Re: Morimarusa

From: dgkilday57
Message: 65572
Date: 2009-12-31

--- In cybalist@yahoogroups.com, "Torsten" <tgpedersen@...> wrote:
>
> [...]
>
> Here's a *very* tentative idea:
>
> I have a suspicion the Germanic "heaven" is a loan
>
> Wortschatz der Germanischen Spracheinheit:
> 'hemina, hemila m. Himmel, Zimmerdecke. g. himins m. Himmel;
> an. himinn m. dass.;
> as. heBan und himil m.,
> afries. himel, himul,
> ags. heofon m., engl. heaven;
> ahd. himil m. Himmel, Zimmerdecke,
> mnd. himel, nhd. Himmel.
>
> Davon abgeleitet
> ahd. himilizi, himilze,
> mhd. himelze, himelz n. Zimmerdecke, Baldachin,
> mnd. hemelte Zimmerdecke, ndl. gehemelte Gaumen (aus he-militia-).
> Vgl. gr. kmélethron. (73:8)'
>
> 1) the odd suffix -et-,
> 2) the inlaut alternation w/m and
> 3) the auslaut alternation l/n (some kind of heteroclitic)
> sets it apart from other Germanic words (except for *litel- and *mikel- also having property 3)

First things last. In <himilizzi> usw. the Gmc. suffix *-itja apparently functions as a collective, parallel to its use in OE <Elmet> 'Elmwood' (cf. Kluge, Nom. Stammb. 2. Aufl. 36). The sense of <himil> here was neither 'heaven' nor 'ceiling', but 'painted panel', and an assembly of these constituted one ceiling, as indicated by a gloss of Hrabanus Maurus:

"Laquearia sunt que cameram subtegunt et ornant que et lacunaria dicuntur pro quibus nos de ligno tabulas pingimus et _himil_ nuncupamus."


Action item: Among the following entries, count the lines that contain "Apolis" and report only the result.

+++ Task material

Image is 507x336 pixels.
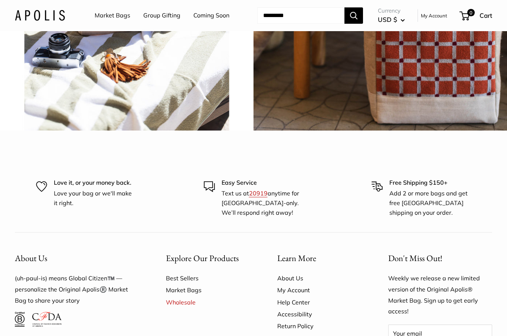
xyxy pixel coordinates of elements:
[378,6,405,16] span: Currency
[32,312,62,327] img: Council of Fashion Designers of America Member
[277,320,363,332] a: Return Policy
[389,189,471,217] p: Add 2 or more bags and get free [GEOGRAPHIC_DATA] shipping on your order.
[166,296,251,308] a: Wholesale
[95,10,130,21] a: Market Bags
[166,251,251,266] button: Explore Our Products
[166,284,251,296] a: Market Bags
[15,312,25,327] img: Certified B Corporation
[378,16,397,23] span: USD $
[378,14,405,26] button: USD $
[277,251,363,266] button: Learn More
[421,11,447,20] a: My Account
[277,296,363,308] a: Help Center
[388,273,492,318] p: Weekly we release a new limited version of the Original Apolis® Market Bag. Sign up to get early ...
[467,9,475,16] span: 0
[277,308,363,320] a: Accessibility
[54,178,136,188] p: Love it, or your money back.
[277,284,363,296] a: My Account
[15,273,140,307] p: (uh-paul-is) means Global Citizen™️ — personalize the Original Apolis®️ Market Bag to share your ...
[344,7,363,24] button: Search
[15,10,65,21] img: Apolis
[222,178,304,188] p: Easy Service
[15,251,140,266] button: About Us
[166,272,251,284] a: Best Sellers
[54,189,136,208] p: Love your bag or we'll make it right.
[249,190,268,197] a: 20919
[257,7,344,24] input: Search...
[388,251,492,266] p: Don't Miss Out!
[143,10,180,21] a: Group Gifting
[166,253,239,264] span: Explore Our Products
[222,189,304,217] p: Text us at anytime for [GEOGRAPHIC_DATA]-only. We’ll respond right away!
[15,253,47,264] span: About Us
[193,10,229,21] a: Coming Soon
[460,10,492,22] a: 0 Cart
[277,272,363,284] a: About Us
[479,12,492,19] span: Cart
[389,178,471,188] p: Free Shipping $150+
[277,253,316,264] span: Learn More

++++++
+++ Task material

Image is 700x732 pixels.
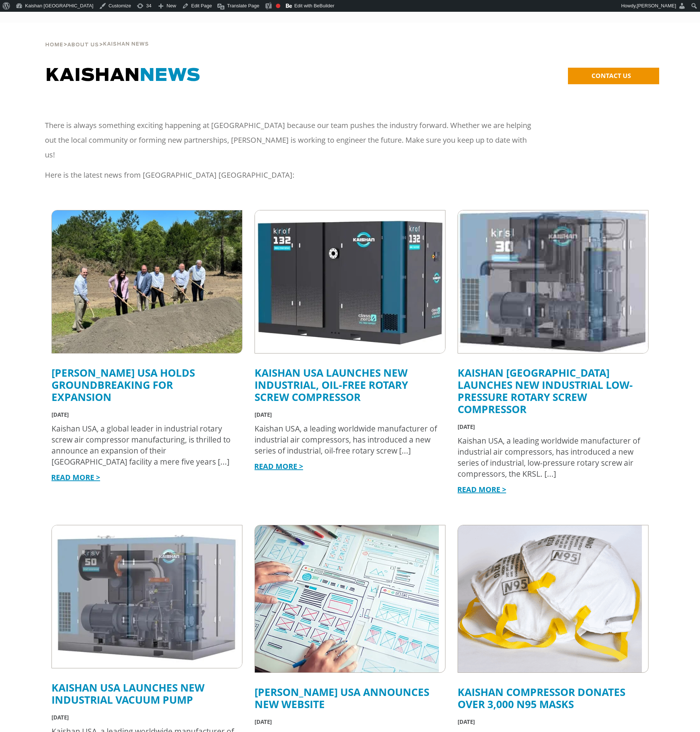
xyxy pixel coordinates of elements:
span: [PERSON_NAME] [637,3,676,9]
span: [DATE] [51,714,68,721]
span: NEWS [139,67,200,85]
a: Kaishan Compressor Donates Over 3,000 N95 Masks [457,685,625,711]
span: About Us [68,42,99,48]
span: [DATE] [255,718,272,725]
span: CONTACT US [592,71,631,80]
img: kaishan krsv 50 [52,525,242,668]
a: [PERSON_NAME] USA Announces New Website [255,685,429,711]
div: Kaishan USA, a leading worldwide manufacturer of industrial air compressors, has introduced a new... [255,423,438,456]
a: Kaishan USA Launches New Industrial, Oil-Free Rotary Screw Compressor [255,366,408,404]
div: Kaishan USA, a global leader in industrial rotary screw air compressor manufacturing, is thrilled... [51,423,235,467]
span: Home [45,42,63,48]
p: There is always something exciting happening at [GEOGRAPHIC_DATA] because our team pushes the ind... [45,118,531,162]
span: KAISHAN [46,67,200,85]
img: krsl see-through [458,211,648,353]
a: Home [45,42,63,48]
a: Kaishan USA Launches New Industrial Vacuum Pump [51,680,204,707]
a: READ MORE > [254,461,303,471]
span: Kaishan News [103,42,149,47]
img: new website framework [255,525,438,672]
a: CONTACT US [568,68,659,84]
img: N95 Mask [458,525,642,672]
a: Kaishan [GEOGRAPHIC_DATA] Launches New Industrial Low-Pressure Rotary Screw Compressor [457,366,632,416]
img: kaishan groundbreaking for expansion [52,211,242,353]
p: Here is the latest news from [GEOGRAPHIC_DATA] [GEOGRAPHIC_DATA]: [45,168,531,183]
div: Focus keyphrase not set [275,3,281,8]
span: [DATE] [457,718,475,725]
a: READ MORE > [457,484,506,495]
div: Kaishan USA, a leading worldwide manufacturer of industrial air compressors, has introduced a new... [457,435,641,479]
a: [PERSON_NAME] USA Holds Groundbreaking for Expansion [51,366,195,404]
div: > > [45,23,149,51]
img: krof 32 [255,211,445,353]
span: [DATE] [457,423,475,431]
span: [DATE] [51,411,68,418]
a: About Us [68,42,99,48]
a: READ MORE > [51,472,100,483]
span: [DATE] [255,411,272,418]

++++++

Exercise output: 3